Hello, gang! Glad you could join me here for the very first edition of the Sci-Fi Loop, an occasional email newsletter where I share my latest writing, news, and recommendations related to the powerful feedback loop between science fiction and real-world innovation.

This past month I was particularly focused on the feedback loop as it applies to sci-fi movies, writing two new articles focused on how fictional futures on the silver screen have impacted real science and policy.

First Man and the Sci-Fi–Science Feedback Loop: This article that I wrote for The Atlantic is all about the influence of Hollywood science consultants. There are already plenty of articles out there — typically timed with the latest Marvel release — using the angle of “oh, neat, these movies with weird fake science have real scientists as advisors, isn’t that funny!” This story takes a different tack, looking more deeply at how science consulting for the movies has actually advanced real science and technology in surprising ways, starting with the very first sci-fi movie consultant almost a hundred years ago.

How Sci-Fi Like WarGames Led to Real Policy During the Reagan Administration: This piece that I published with Slate’s Future Tense focuses on the outsized influence that sci-fi and sci-fi writers had on President Ronald Reagan and his administration’s policies, from computer crime law to the Strategic Defense Initiative, AKA “Star Wars”. I wrote it to accompany a Future Tense screening of WarGames that I hosted on October 11th along with sci-fi author Malka Older. If you haven’t read her novel Infomocracy or its sequels in the Centenal Cycle, you are missing out on some of the best new fiction about the future of the internet and global governance.

Speaking of recommendations, there are three pieces of writing that were released this past month that I’d encourage you to read: one novel, one short story, and one non-fiction book on sci-fi-ish themes.

First up is Eliot Peper’s sci-fi political thriller Borderless, the followup to the phenomenal first book in his Analog series, Bandwidth. If you’re looking for fast-paced near-future fiction that grapples with hot-button topics like online disinformation and manipulation, tech monopolies, climate change, and the increasing conflict between global data networks and the sovereignty of the nation-state, Eliot has got you covered.

Next up: What happens when you combine the trend of millennial group house networks like The Embassy Network with universal basic income proposals, put them in a blender along with a heaping serving of American economic stagnation, and then grind them together for a few decades? You get this amazing political science fiction story from Lee Konstantinou via our friends at Slate.com’s Future Tense, “Burned-Over Territory”. As with all of the Future Tense Fiction sci-fi stories — they’ve published a bunch of amazing short pieces from great writers like Charlie Jane Anders, Paolo Bacigalupi, Hannu Rajaniemi, and Nnedi Okorafor — there’s also a non-fiction essay from a real-world expert responding to the story’s ideas.

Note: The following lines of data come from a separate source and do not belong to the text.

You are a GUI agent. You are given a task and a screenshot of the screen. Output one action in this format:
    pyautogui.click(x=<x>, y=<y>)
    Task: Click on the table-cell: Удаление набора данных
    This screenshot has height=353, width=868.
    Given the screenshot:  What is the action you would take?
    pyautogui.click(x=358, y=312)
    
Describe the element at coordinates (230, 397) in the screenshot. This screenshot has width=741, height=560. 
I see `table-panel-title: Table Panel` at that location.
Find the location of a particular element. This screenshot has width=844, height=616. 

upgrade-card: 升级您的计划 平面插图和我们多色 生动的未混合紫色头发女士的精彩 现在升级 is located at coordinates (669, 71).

Finally, on the non-fiction side of things, I also wanted to recommend that you pick up the new book from my colleague Peter Singer, LikeWar: The Weaponization of Social Media, which — amongst many other things — tells the story of how a 1979 chain email about science fiction spawned the internet we know today. Peter literally wrote the book on the use of drones in warfare, Wired for War, and followed that up with a sci-fi war thriller that doubles as a heavily-footnoted exercise in strategic foresight, Ghost Fleet. Like those books, his latest is an essential read for anyone trying to get a grip on technology’s impact on conflict in the 21st century.

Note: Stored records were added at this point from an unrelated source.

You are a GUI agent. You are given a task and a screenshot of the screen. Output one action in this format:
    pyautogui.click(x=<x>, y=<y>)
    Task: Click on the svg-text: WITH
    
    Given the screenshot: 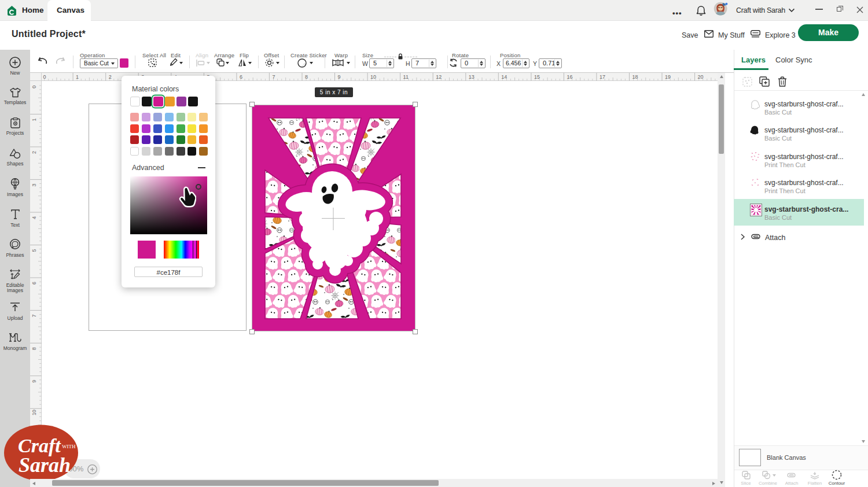 What is the action you would take?
    pyautogui.click(x=69, y=447)
    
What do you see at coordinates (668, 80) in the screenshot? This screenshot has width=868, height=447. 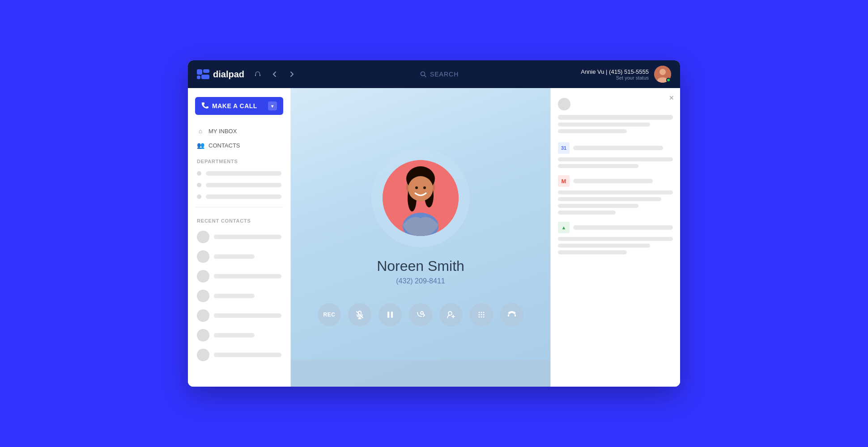 I see `status-online-dot` at bounding box center [668, 80].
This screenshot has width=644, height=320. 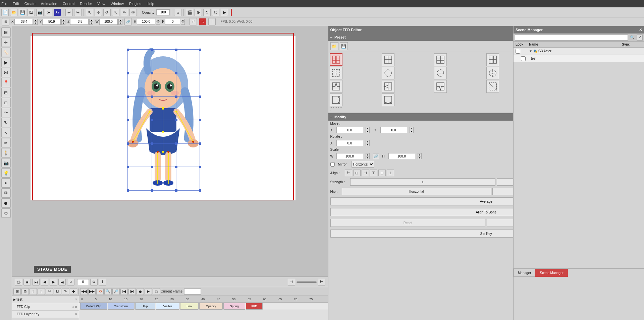 What do you see at coordinates (6, 32) in the screenshot?
I see `tool-select: ⊞` at bounding box center [6, 32].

That’s it for now. Go see First Man in IMAX before it’s gone, if you haven’t already, and have a positively spooky Halloween!

Best,
Kevin

P.S. If you enjoyed reading this, please share with friends; if this was forwarded to you and you’d like to join the list, just click here! You can also always catch up on my latest sci-fi-related work on my Medium page.

--

--

Kevin Bankston

Advocate for responsible tech development. Wonk. Lawyer. Nerd. Passionate about sci-fi, real-world tech policy, and everything in between. I fight for the user.